UNC’s 2026 Frank B. Hanes Writer-In-Residence Reading was given this Monday, March 2, by Ross Gay, one of my favorite writers. The Moeser Auditorium in Hill Hall was packed. For fans such as myself, Gay’s reading was a greatest hits list of prose and poetry, including “To the Fig Tree on 9th and Christian” and “Catalog of Unabashed Gratitude.” His voice rose and fell, his cadence rapid and then slow. He even sang!
Before one poem, Gay gestured to the back of the auditorium. “Aren’t we so, so lucky to have a baby here, burbling in the back? I want the parents to know that baby can get as loud as it wants!” He was responsive to older members of the audience as well. When someone laughed especially loudly at his simile about basketball star James Harden, Gay stopped his reading to express his appreciation. He said that was the first time that someone really connected to the allusion!
Gay also read unpublished material, including an excerpt from his working project about gardening—there was a lovely phrase about “the meek inherit the sweet.” But in my humble opinion, the most entertaining new material was a series of imagined dialogues he’s written between himself and his dog. One of the short vignettes involved the dog slipping into his dream. Isn’t it a fantastic idea that our faithful canines can choose to enter our dreams and share them with us? In this particular dream, Gay’s dog got to meet his deceased father and murdered friend. They were all dancing together in a swirl of delight and love.
During the Q&A after the reading, an audience member asked how all of us could keep ourselves from despair in light of everything happening in the world. I have heard Gay get this question before. He writes about it in the introduction to his book of essays, Inciting Joy. He spoke about the tension he feels with the word “resistance.” It’s not that he ignores problems, but for Gay, the word “resistance” implies that the “problems are bigger than the people.” He said the opposite is true: the people have the power, and when people “gather,” they learn to “care for one another.” I think he meant that our energy is most life-giving when we create community, and these communities can expand and change the world for the better. As part both his opening and closing remarks, Gay read Mahmoud Darwish’s poem “Think of Others,” which ends with these brilliant, heartbreaking lines:
And as you think of distant others—think of yourself and say
“I wish I were a candle in the darkness.”
For Gay, the light in the darkness relates to joy—that resonant, evocative, perhaps overused and often misunderstood little word. “When I’m talking about joy … I’m talking about some kind of feeling that emerges when we are trying to hold each other’s sorrow and trying to be with each other in the midst of the fact of our pain.” I know about this kind of joy, and I, too, consider myself to be so, so lucky.
Andrew Taylor-Troutman is the author of the book with Wipf and Stock Publishers titled This Is the Day: A Year of Observing Unofficial Holidays about Ampersands, Bobbleheads, Buttons, Cousins, Hairball Awareness, Humbugs, Serendipity, Star Wars, Teenagers, Tenderness, Walking to School, Yo-Yos, and More. He lives in Chapel Hill, North Carolina where he is a student of joy.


**WHAT YOU NEED TO DO:**
Please write out every entry below exactly, leaving out any pictures.

Figure record extracts:

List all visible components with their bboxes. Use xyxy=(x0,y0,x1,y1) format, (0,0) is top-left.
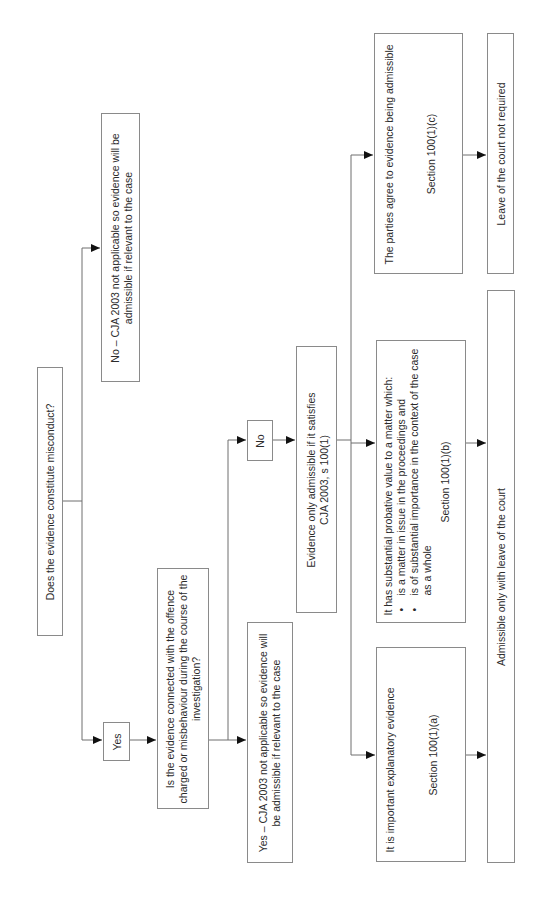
leave-not-required-box: Leave of the court not required xyxy=(487,33,514,274)
gateway-b-box: It has substantial probative value to a … xyxy=(376,340,466,623)
yes-not-applicable-box: Yes – CJA 2003 not applicable so evidenc… xyxy=(247,622,293,863)
gateway-c-section: Section 100(1)(c) xyxy=(424,43,437,264)
gateway-c-box: The parties agree to evidence being admi… xyxy=(374,33,463,274)
gateway-a-text: It is important explanatory evidence xyxy=(384,657,397,852)
no-label-text: No xyxy=(254,434,267,447)
no-not-applicable-text: No – CJA 2003 not applicable so evidence… xyxy=(108,123,134,372)
yes-label-text: Yes xyxy=(110,733,123,750)
gateway-a-section: Section 100(1)(a) xyxy=(427,657,440,852)
question-misconduct-text: Does the evidence constitute misconduct? xyxy=(44,403,57,600)
admissible-with-leave-box: Admissible only with leave of the court xyxy=(487,290,515,863)
no-not-applicable-box: No – CJA 2003 not applicable so evidence… xyxy=(101,113,140,382)
yes-label-box: Yes xyxy=(103,722,130,761)
leave-not-required-text: Leave of the court not required xyxy=(494,82,507,225)
question-misconduct-box: Does the evidence constitute misconduct? xyxy=(37,367,63,636)
question-connected-text: Is the evidence connected with the offen… xyxy=(164,574,203,803)
yes-not-applicable-text: Yes – CJA 2003 not applicable so evidenc… xyxy=(257,630,283,855)
gateway-b-bullet-1: is a matter in issue in the proceedings … xyxy=(395,348,408,601)
gateway-b-section: Section 100(1)(b) xyxy=(439,348,452,615)
gateway-b-text: It has substantial probative value to a … xyxy=(382,348,395,615)
evidence-only-admissible-box: Evidence only admissible if it satisfies… xyxy=(296,346,337,613)
gateway-a-box: It is important explanatory evidence Sec… xyxy=(376,647,466,862)
question-connected-box: Is the evidence connected with the offen… xyxy=(157,568,209,809)
no-label-box: No xyxy=(247,420,273,461)
flowchart-canvas: Does the evidence constitute misconduct?… xyxy=(0,0,544,910)
gateway-b-bullet-2: is of substantial importance in the cont… xyxy=(408,348,434,601)
evidence-only-admissible-text: Evidence only admissible if it satisfies… xyxy=(304,386,330,573)
gateway-b-bullets: is a matter in issue in the proceedings … xyxy=(395,348,434,615)
admissible-with-leave-text: Admissible only with leave of the court xyxy=(495,488,508,666)
gateway-c-text: The parties agree to evidence being admi… xyxy=(382,43,395,264)
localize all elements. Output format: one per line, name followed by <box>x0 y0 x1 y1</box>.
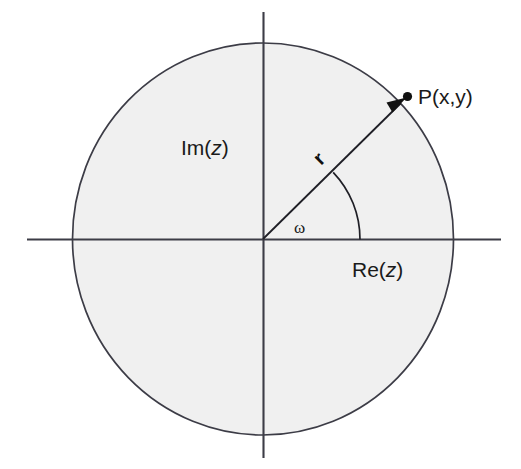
figure-canvas: Im(z) Re(z) r ω P(x,y) <box>0 0 521 469</box>
imaginary-axis-label: Im(z) <box>181 136 229 159</box>
point-label: P(x,y) <box>418 85 473 108</box>
angle-label: ω <box>294 218 305 237</box>
imaginary-axis-label-variable: z <box>210 136 222 159</box>
imaginary-axis-label-prefix: Im( <box>181 136 211 159</box>
real-axis-label: Re(z) <box>352 258 403 281</box>
real-axis-label-variable: z <box>385 258 397 281</box>
imaginary-axis-label-suffix: ) <box>222 136 229 159</box>
real-axis-label-suffix: ) <box>396 258 403 281</box>
point-p-marker <box>403 92 412 101</box>
real-axis-label-prefix: Re( <box>352 258 386 281</box>
complex-plane-diagram: Im(z) Re(z) r ω P(x,y) <box>0 0 521 469</box>
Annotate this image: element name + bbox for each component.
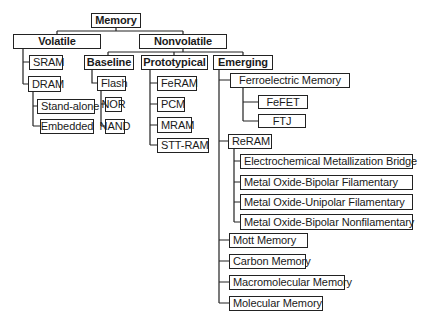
node-mott: Mott Memory (229, 233, 308, 248)
node-molecular: Molecular Memory (229, 296, 323, 311)
node-mo-bf: Metal Oxide-Bipolar Filamentary (240, 175, 413, 190)
node-stt-ram: STT-RAM (157, 138, 209, 153)
node-memory: Memory (91, 13, 141, 28)
node-nor: NOR (105, 97, 122, 112)
node-volatile: Volatile (13, 34, 101, 49)
node-emerging: Emerging (213, 55, 273, 70)
node-feram: FeRAM (157, 76, 197, 91)
node-mo-uf: Metal Oxide-Unipolar Filamentary (240, 194, 413, 210)
node-fefet: FeFET (258, 95, 308, 109)
node-embedded: Embedded (40, 119, 94, 134)
node-ecm: Electrochemical Metallization Bridge (240, 154, 413, 169)
node-mo-bnf: Metal Oxide-Bipolar Nonfilamentary (240, 214, 413, 230)
node-macromolecular: Macromolecular Memory (229, 275, 345, 290)
node-baseline: Baseline (84, 55, 134, 70)
node-carbon: Carbon Memory (229, 254, 306, 269)
node-ftj: FTJ (258, 114, 306, 128)
node-dram: DRAM (28, 76, 61, 92)
node-prototypical: Prototypical (141, 55, 208, 70)
node-stand-alone: Stand-alone (37, 99, 95, 114)
node-reram: ReRAM (228, 134, 272, 149)
node-nonvolatile: Nonvolatile (139, 34, 227, 49)
node-nand: NAND (105, 119, 125, 134)
node-flash: Flash (97, 76, 126, 91)
node-pcm: PCM (157, 97, 185, 112)
node-mram: MRAM (157, 117, 192, 133)
node-ferroelectric: Ferroelectric Memory (230, 73, 350, 88)
node-sram: SRAM (29, 55, 63, 70)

**ANSWER FOR THIS EXERCISE:**
List all visible components with their bboxes. Use xyxy=(x0,y0,x1,y1) format, (0,0) is top-left.
leave-not-required-box: Leave of the court not required xyxy=(487,33,514,274)
gateway-b-box: It has substantial probative value to a … xyxy=(376,340,466,623)
yes-not-applicable-box: Yes – CJA 2003 not applicable so evidenc… xyxy=(247,622,293,863)
gateway-c-section: Section 100(1)(c) xyxy=(424,43,437,264)
gateway-c-box: The parties agree to evidence being admi… xyxy=(374,33,463,274)
gateway-a-text: It is important explanatory evidence xyxy=(384,657,397,852)
no-label-text: No xyxy=(254,434,267,447)
no-not-applicable-text: No – CJA 2003 not applicable so evidence… xyxy=(108,123,134,372)
yes-label-text: Yes xyxy=(110,733,123,750)
gateway-a-section: Section 100(1)(a) xyxy=(427,657,440,852)
question-misconduct-text: Does the evidence constitute misconduct? xyxy=(44,403,57,600)
admissible-with-leave-box: Admissible only with leave of the court xyxy=(487,290,515,863)
no-not-applicable-box: No – CJA 2003 not applicable so evidence… xyxy=(101,113,140,382)
yes-label-box: Yes xyxy=(103,722,130,761)
leave-not-required-text: Leave of the court not required xyxy=(494,82,507,225)
question-misconduct-box: Does the evidence constitute misconduct? xyxy=(37,367,63,636)
question-connected-text: Is the evidence connected with the offen… xyxy=(164,574,203,803)
yes-not-applicable-text: Yes – CJA 2003 not applicable so evidenc… xyxy=(257,630,283,855)
gateway-b-bullet-1: is a matter in issue in the proceedings … xyxy=(395,348,408,601)
gateway-b-section: Section 100(1)(b) xyxy=(439,348,452,615)
gateway-b-text: It has substantial probative value to a … xyxy=(382,348,395,615)
evidence-only-admissible-box: Evidence only admissible if it satisfies… xyxy=(296,346,337,613)
gateway-a-box: It is important explanatory evidence Sec… xyxy=(376,647,466,862)
question-connected-box: Is the evidence connected with the offen… xyxy=(157,568,209,809)
no-label-box: No xyxy=(247,420,273,461)
flowchart-canvas: Does the evidence constitute misconduct?… xyxy=(0,0,544,910)
gateway-b-bullet-2: is of substantial importance in the cont… xyxy=(408,348,434,601)
evidence-only-admissible-text: Evidence only admissible if it satisfies… xyxy=(304,386,330,573)
gateway-b-bullets: is a matter in issue in the proceedings … xyxy=(395,348,434,615)
admissible-with-leave-text: Admissible only with leave of the court xyxy=(495,488,508,666)
gateway-c-text: The parties agree to evidence being admi… xyxy=(382,43,395,264)
localize all elements. Output format: one per line, name followed by <box>x0 y0 x1 y1</box>.
figure-canvas: Im(z) Re(z) r ω P(x,y) <box>0 0 521 469</box>
imaginary-axis-label: Im(z) <box>181 136 229 159</box>
point-label: P(x,y) <box>418 85 473 108</box>
angle-label: ω <box>294 218 305 237</box>
imaginary-axis-label-variable: z <box>210 136 222 159</box>
imaginary-axis-label-prefix: Im( <box>181 136 211 159</box>
real-axis-label: Re(z) <box>352 258 403 281</box>
real-axis-label-variable: z <box>385 258 397 281</box>
imaginary-axis-label-suffix: ) <box>222 136 229 159</box>
real-axis-label-suffix: ) <box>396 258 403 281</box>
point-p-marker <box>403 92 412 101</box>
real-axis-label-prefix: Re( <box>352 258 386 281</box>
complex-plane-diagram: Im(z) Re(z) r ω P(x,y) <box>0 0 521 469</box>
Annotate this image: element name + bbox for each component.
node-mott: Mott Memory (229, 233, 308, 248)
node-molecular: Molecular Memory (229, 296, 323, 311)
node-mo-bf: Metal Oxide-Bipolar Filamentary (240, 175, 413, 190)
node-stt-ram: STT-RAM (157, 138, 209, 153)
node-memory: Memory (91, 13, 141, 28)
node-nor: NOR (105, 97, 122, 112)
node-volatile: Volatile (13, 34, 101, 49)
node-emerging: Emerging (213, 55, 273, 70)
node-feram: FeRAM (157, 76, 197, 91)
node-mo-uf: Metal Oxide-Unipolar Filamentary (240, 194, 413, 210)
node-fefet: FeFET (258, 95, 308, 109)
node-embedded: Embedded (40, 119, 94, 134)
node-ecm: Electrochemical Metallization Bridge (240, 154, 413, 169)
node-mo-bnf: Metal Oxide-Bipolar Nonfilamentary (240, 214, 413, 230)
node-macromolecular: Macromolecular Memory (229, 275, 345, 290)
node-baseline: Baseline (84, 55, 134, 70)
node-carbon: Carbon Memory (229, 254, 306, 269)
node-ftj: FTJ (258, 114, 306, 128)
node-dram: DRAM (28, 76, 61, 92)
node-prototypical: Prototypical (141, 55, 208, 70)
node-stand-alone: Stand-alone (37, 99, 95, 114)
node-reram: ReRAM (228, 134, 272, 149)
node-nonvolatile: Nonvolatile (139, 34, 227, 49)
node-nand: NAND (105, 119, 125, 134)
node-flash: Flash (97, 76, 126, 91)
node-pcm: PCM (157, 97, 185, 112)
node-mram: MRAM (157, 117, 192, 133)
node-ferroelectric: Ferroelectric Memory (230, 73, 350, 88)
node-sram: SRAM (29, 55, 63, 70)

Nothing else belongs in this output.